Work, Together

Our next digital exercise, beginning this week, is collaboration. Your task will be to create a digital text that embodies one of the varied methods of collaboration endemic to the digital environment.

Any of the texts that we’ve read, discussed, referenced, or anything that any of what we’ve read reminds you of, is a valid source of inspiration for this project. That is, you can collaborate in any way you’d like, on any subject you’d like, in any digital medium you’d like.

Nonetheless, here are a few ideas for invention:

  • Create (or re-create) a narrative in a social media, making sure to explicitly invite participation, commenting, or disruption;
  • curate submissions (invited or unwitting) into a new digital narrative (this may take the form of a Tumblr like PostSecret, a collage essay like the Stillman piece, or other conceptual art);
  • perform in or disrupt a virtual community;
  • curate an informative piece via Pinterest, ThingLink, Storify, or Wikimedia;
  • participate (actively and substantially) in an ongoing collaborative project by contributing to a wiki, or finding artistic partners via a source like HitRecord.

This is not a comprehensive list, but a jumping off point: explore an idea that feels exciting to you. Whatever path you choose, I want to see you making a clear choice regarding the method / type of collaboration (conscious, contributory, or unwitting) and grappling with the challenges and possibilities that form of collaboration affords. Make sure if your contributors are unwitting that you are being respectful of their privacy and working to maintain their anonymity (there’s a line between unwitting participation and exploitation and we should discuss it together). If they are conscious, make sure you’re not being so controlling that you’ve circumvented collaboration altogether.

Remember, as always, to keep the other characteristics of digital writing in mind, as well: embrace the ways in which your digital text may be made public, or incorporate multiple media, etc. The project may even be locative!

There are many methods for gathering collaboration: crowd-sourcing and social media are excellent methods for soliciting contributors, but your final project must be more than a crowd-sourced list.
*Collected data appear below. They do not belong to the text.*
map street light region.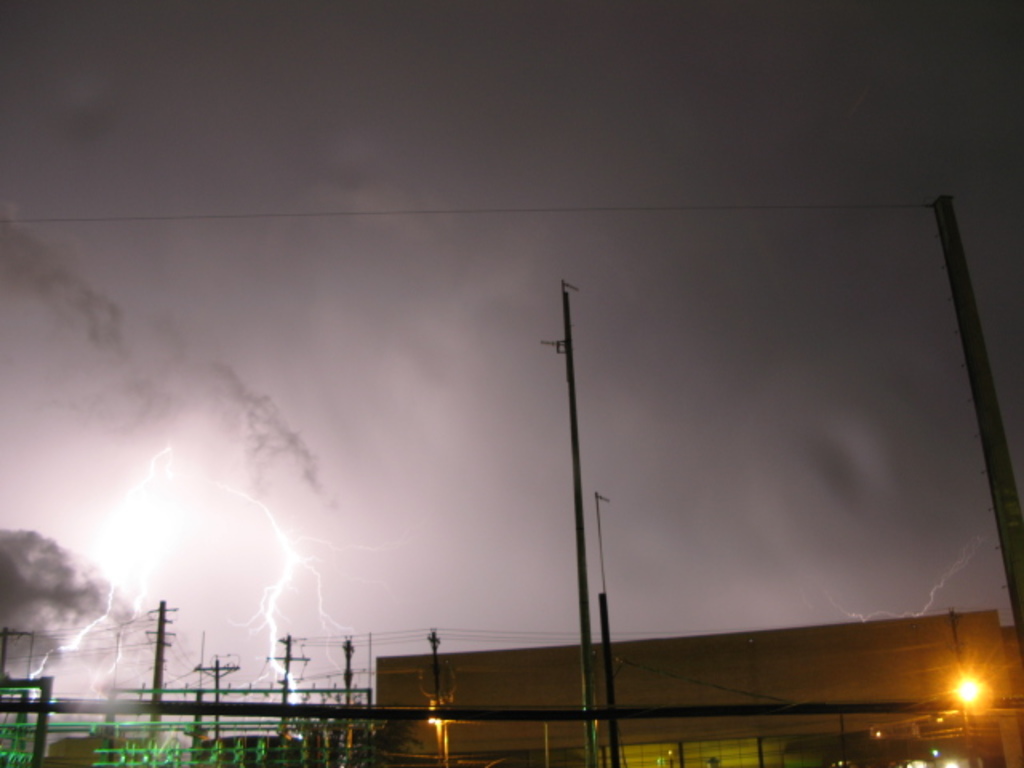
Mapped to <region>938, 667, 1005, 766</region>.
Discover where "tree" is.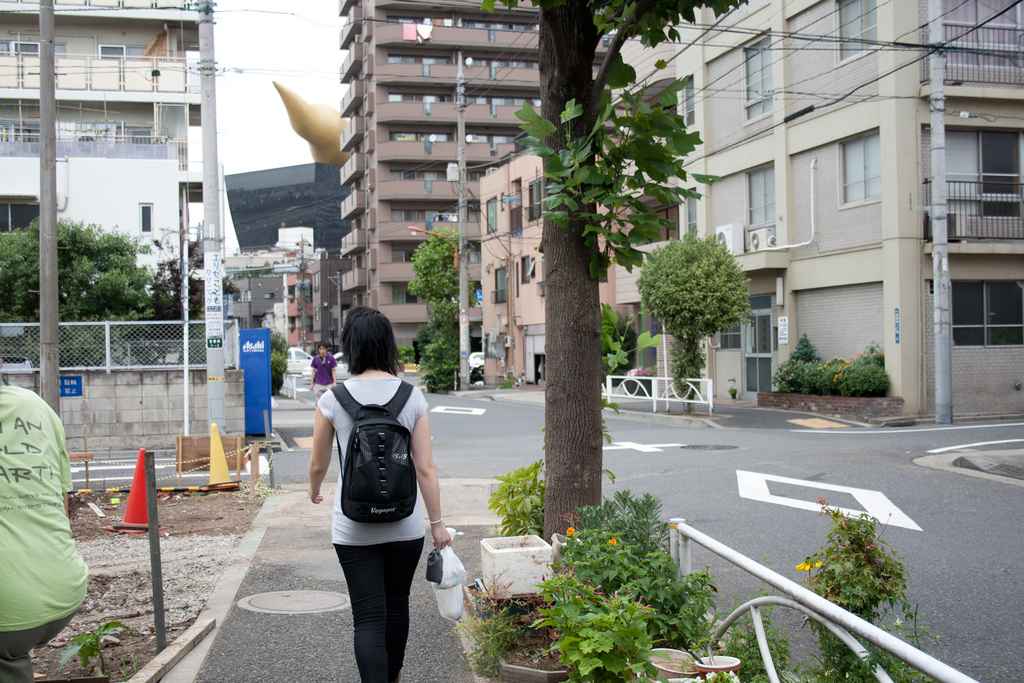
Discovered at bbox=[0, 207, 206, 362].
The material should transcend its component parts to become a new digital narrative uniquely yours, though I certainly welcome you all to play with the varying degrees of story-ness we’ve discussed in digital writing. Projects that are more performance or experiment than narrative are fine, if that’s part of your vision and intention.
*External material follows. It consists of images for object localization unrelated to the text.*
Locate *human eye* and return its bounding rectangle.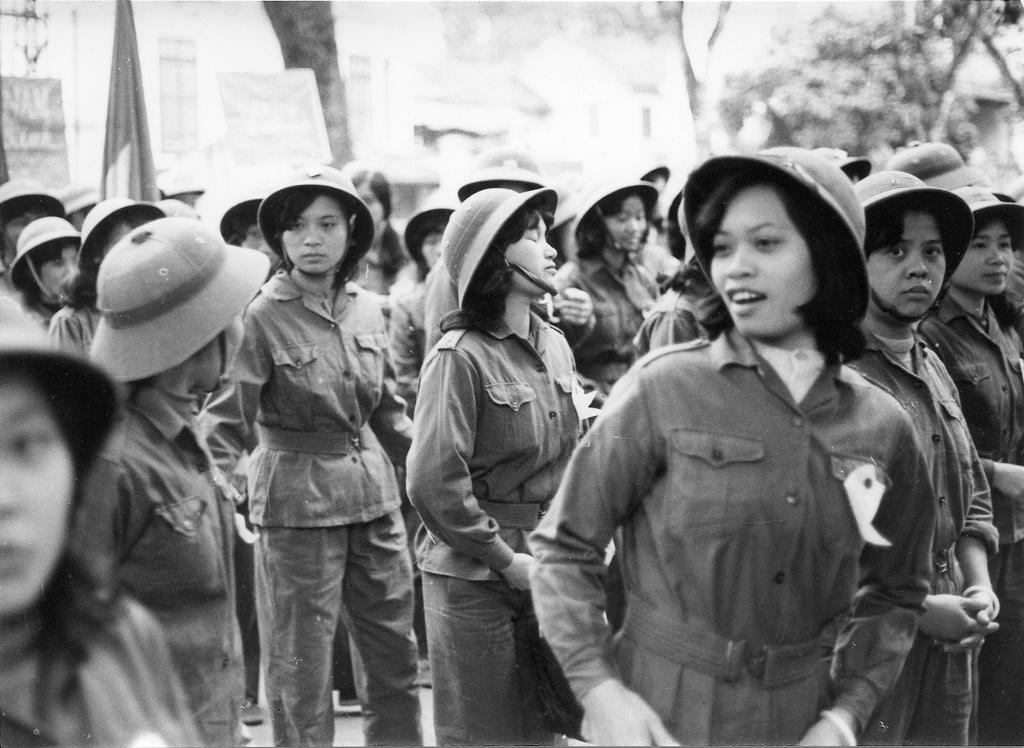
<region>754, 236, 780, 253</region>.
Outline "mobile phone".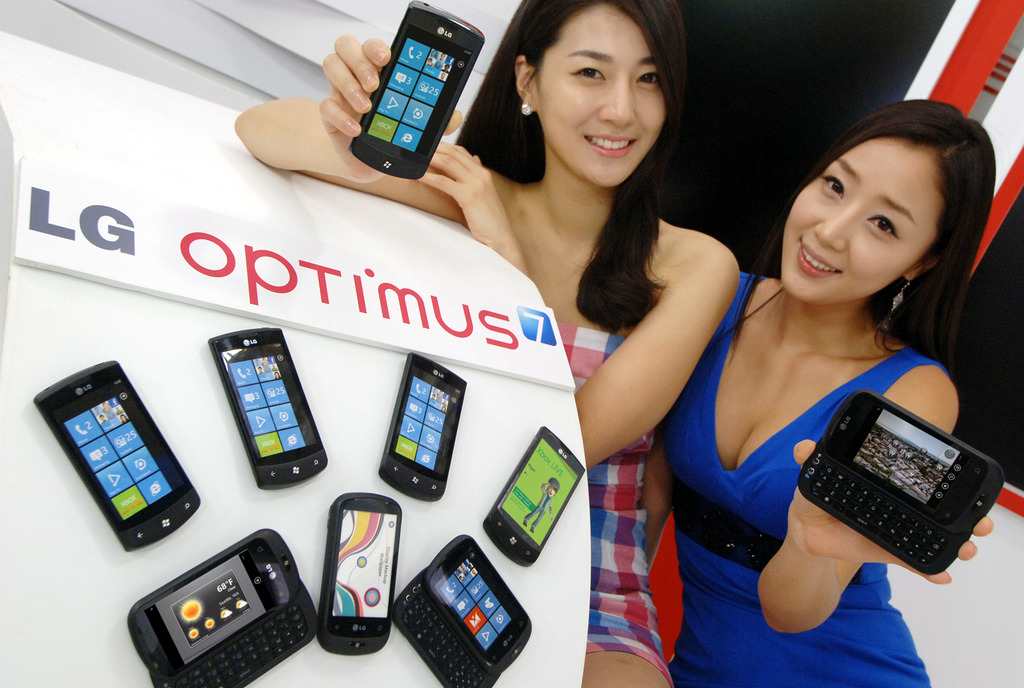
Outline: box=[795, 388, 1002, 578].
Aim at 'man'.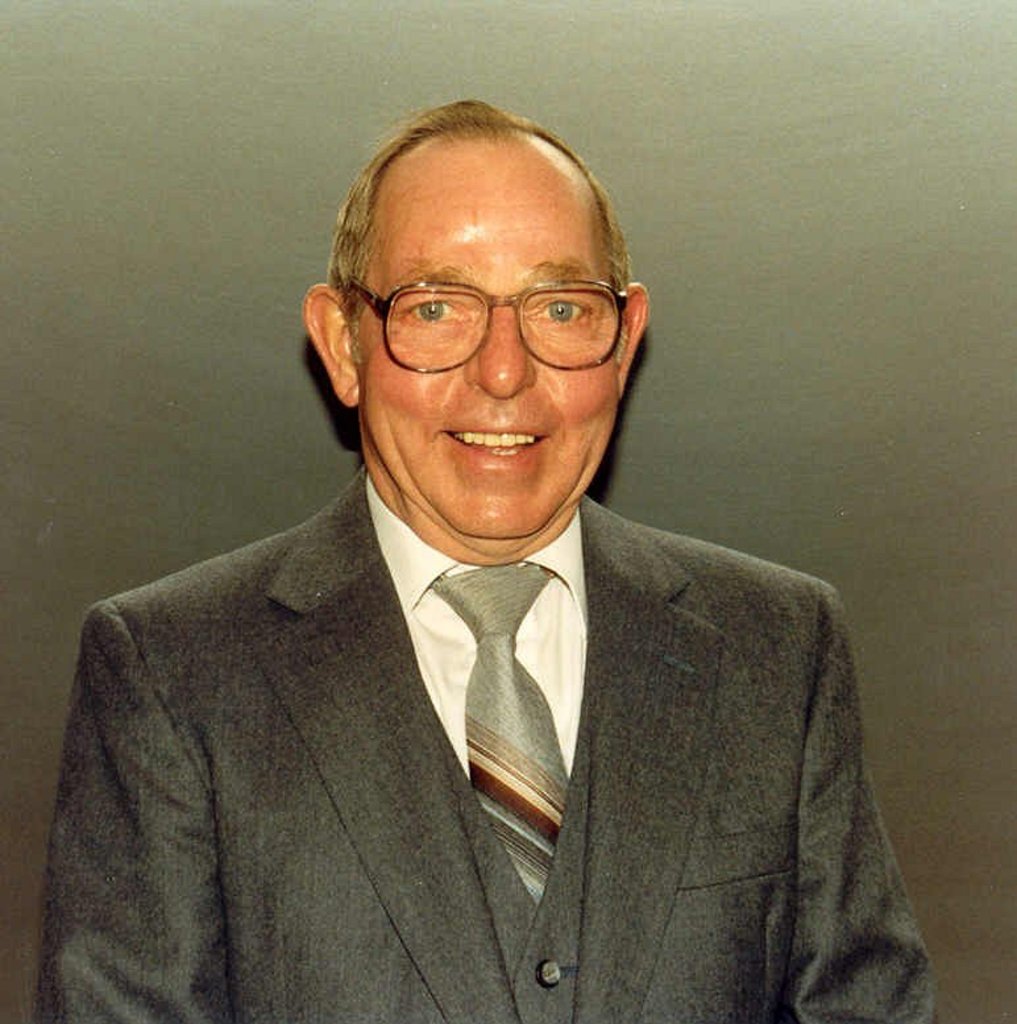
Aimed at [14, 120, 942, 998].
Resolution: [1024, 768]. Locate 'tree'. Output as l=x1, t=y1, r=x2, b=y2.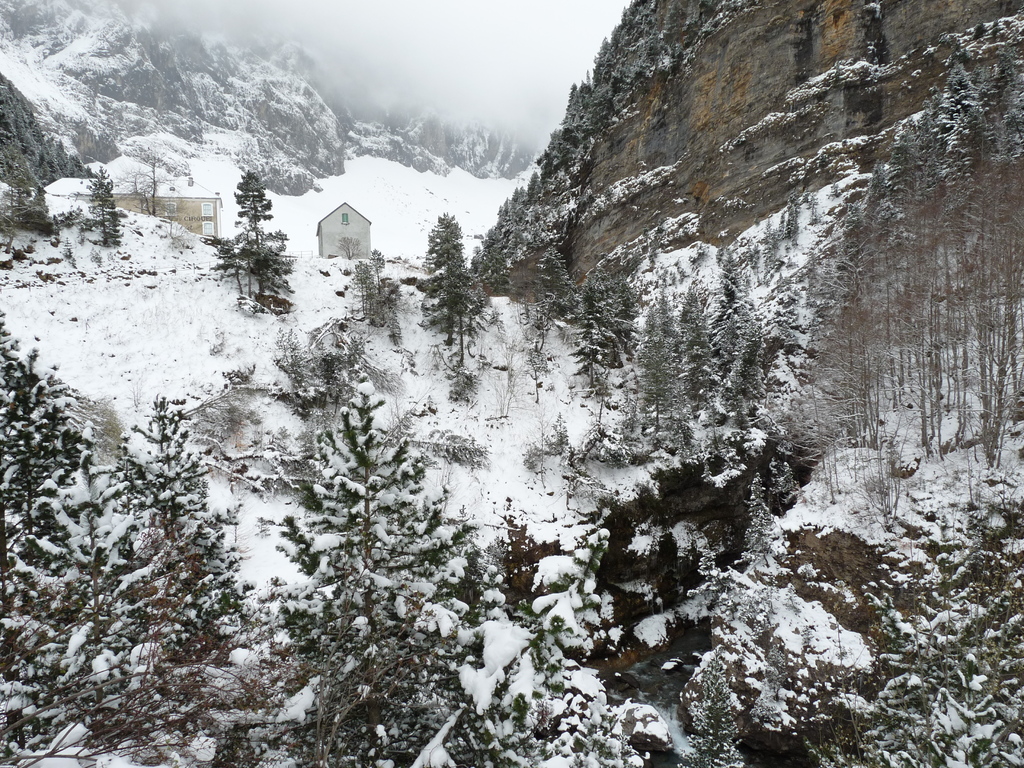
l=536, t=243, r=577, b=315.
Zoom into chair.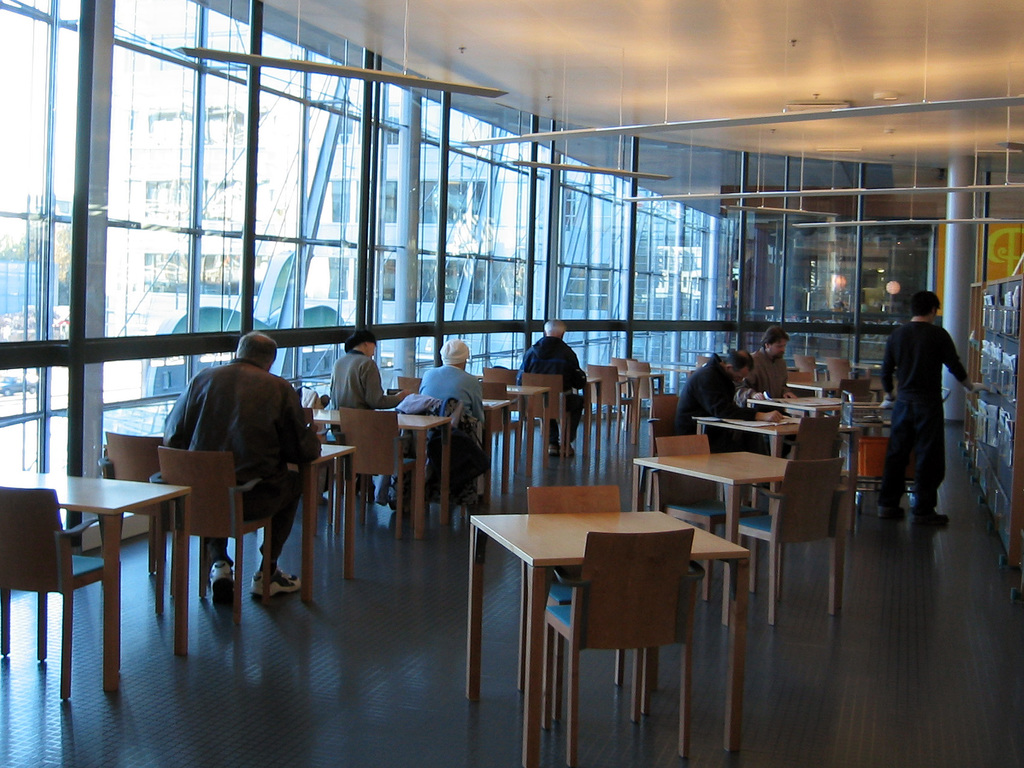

Above all, work to make sure your collaborative text grapples with the particular issues of partnership, and think about balancing the collaboration so that it benefits both the authors (you) and the participants.
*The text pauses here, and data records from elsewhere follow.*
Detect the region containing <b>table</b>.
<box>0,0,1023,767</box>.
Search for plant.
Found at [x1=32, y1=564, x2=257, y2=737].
For this, as for all assignments, you are encouraged (though not required) to work in groups. If you choose to work with others, the collaborative component of the narrative should reach beyond just your group members. That is, you must include other sources of information, or encourage social commenting and participation in interaction with your group’s work. Your homework for Wednesday will be to contribute your ideas for a collaborative text to this Google doc, as a potential place to find in-class participants.